Jan Cheroot's musketeers were horrified when they were informed that their field packs would in future hold two hundred, and not fifty, rounds of Enfield ammunition.
âWe are warriors, not porters,' his Corporal told him loftily. Jan Cheroot used the metal scabbard of his long bayonet to reason with him, and Robyn dressed the superficial wounds in the Corporal's scalp.
âThey now understand the need for carrying extra ammunition, Major,' Jan Cheroot reported to Zouga cheerfully.
It truly was interesting to realize how much fat they could shed, Zouga mused, as he watched the shorter, more manageable column start out. It was less than a hundred and fifty yards from head to tail, and the pace of its march was almost doubled. The main body nearly matched the speed of Zouga's advance party â falling only a mile or so behind during the first day's march.
That first day they reached the scene of the buffalo hunt before noon, and found more than bark baskets of cured black buffalo meat awaiting there. Zouga's head gunbearer, Matthew, came running to meet him through the forest and he was so excited as to be almost incoherent.
âThe father of all elephant,' he gibbered, shaking like a man in fever, âthe grandfather of the father of all elephants!'
J
an Cheroot squatted beside the spoor and grinned like a gnome in a successful piece of sorcery, his slant eyes almost disappearing in the web of wrinkles and folds of yellow skin.

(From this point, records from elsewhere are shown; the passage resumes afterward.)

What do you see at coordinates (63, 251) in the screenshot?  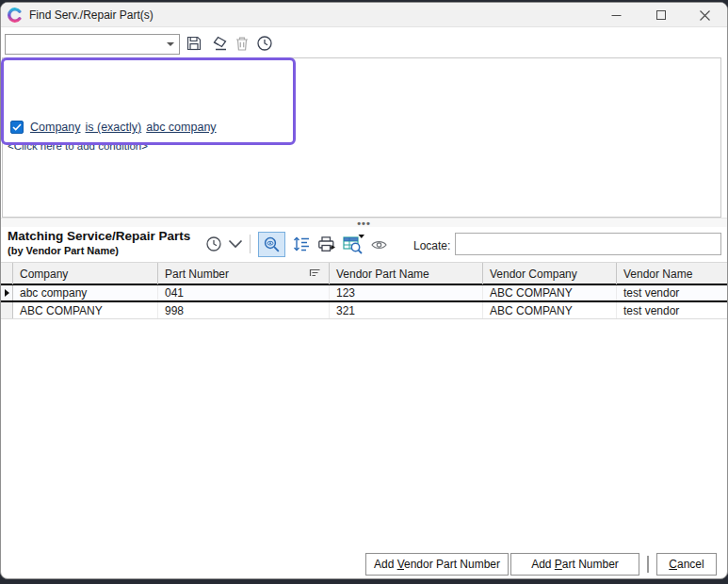 I see `results-subtitle: (by Vendor Part Name)` at bounding box center [63, 251].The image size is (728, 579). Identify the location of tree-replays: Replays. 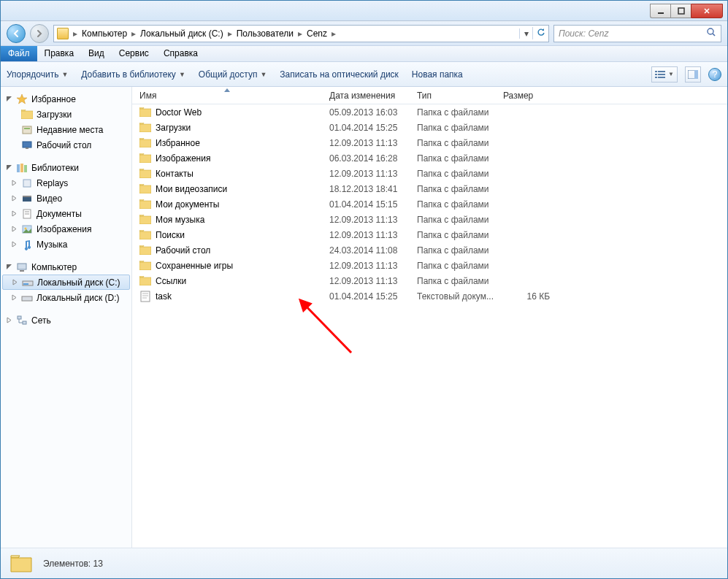
(66, 183). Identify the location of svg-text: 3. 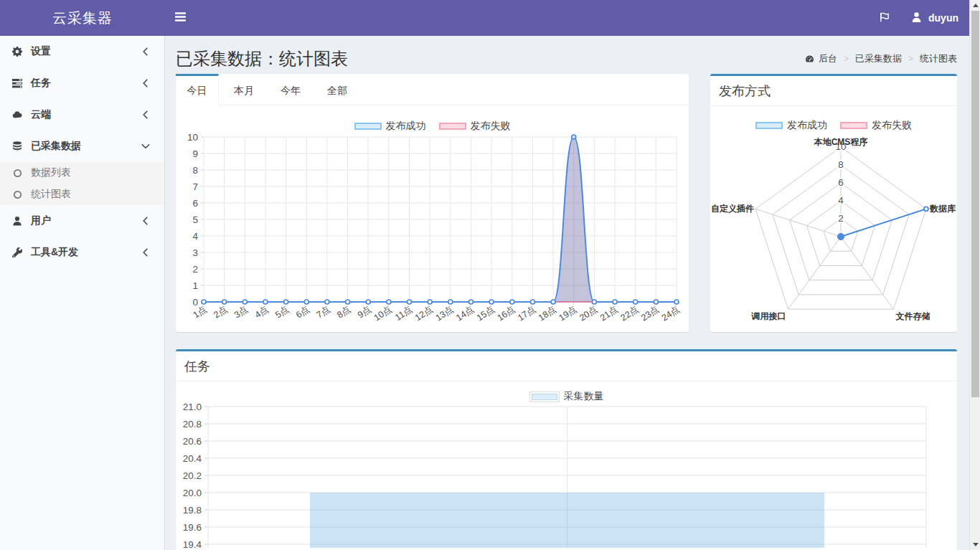
(195, 252).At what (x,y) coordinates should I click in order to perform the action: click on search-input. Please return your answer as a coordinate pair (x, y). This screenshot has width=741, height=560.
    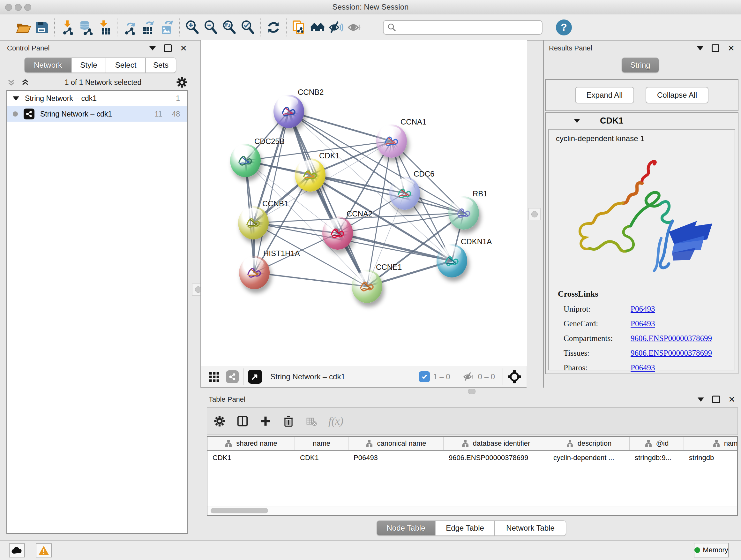
    Looking at the image, I should click on (463, 27).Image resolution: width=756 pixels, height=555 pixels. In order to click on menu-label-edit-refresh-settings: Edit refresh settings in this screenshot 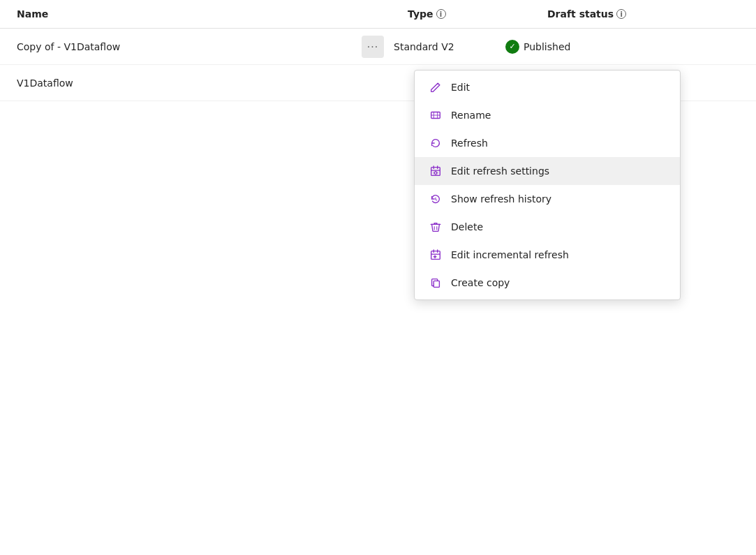, I will do `click(500, 171)`.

âOur luck has come at last,' he exulted. âThis is indeed an elephant to sing about.'
He took a roll of twine out of the bulging pocket of his tunic and used it to measure the circumference of one of the huge pad marks. It was well over five feet, close to six feet around.
âDouble that is how high he stands at the shoulder,' Jan Cheroot explained. âWhat an elephant!'
Matthew had at last controlled his excitement enough to explain how he had awoken that dawn, when the light was grey and uncertain, and seen the herd passing close to the camp in deathly silence, three great grey ghostly shapes, moving out of the forest and entering the blackened and barren valley through which the fire had swept. They were gone so swiftly, that it had seemed that they had never existed, but their spoor was impressed so clearly into the soft layer of fire ash that every irregularity in the immense footprints, the whorls and wavy creases of the horny pads, were clearly visible.
âThere was one of them, bigger and taller than the others, his teeth were long as a throwing spear and so heavy that he held his head low and moved like an old man, a very old man.'
Now Zouga also shivered with excitement, even in the stultifying heat of the burned-out valley, where it seemed the blackened earth had retained the heat of the flames. Jan Cheroot, mistaking the small movement, grinned wickedly around the stem of his clay pipe.
âMy old father used to say that even a brave man is frightened three times when he hunts the elephant, once when he sees its spoor, twice when he hears its voice and the third time when he see the beast â big and black as an ironstone kopje.'
Zouga did not trouble to deny the accusation, he was following the run of the spoor with his eyes. The three huge animals had moved up the centre of the valley, heading directly into the bad ground of the escarpment rim.
âWe will follow them,' he said quietly.
âOf course,' Jan Cheroot nodded, âthat is what we came for.'
T
he spoor led them over the cold grey ash, amongst the blackened and bared branches of the burned-out jessie bush and up the rising funnel of the narrow valley.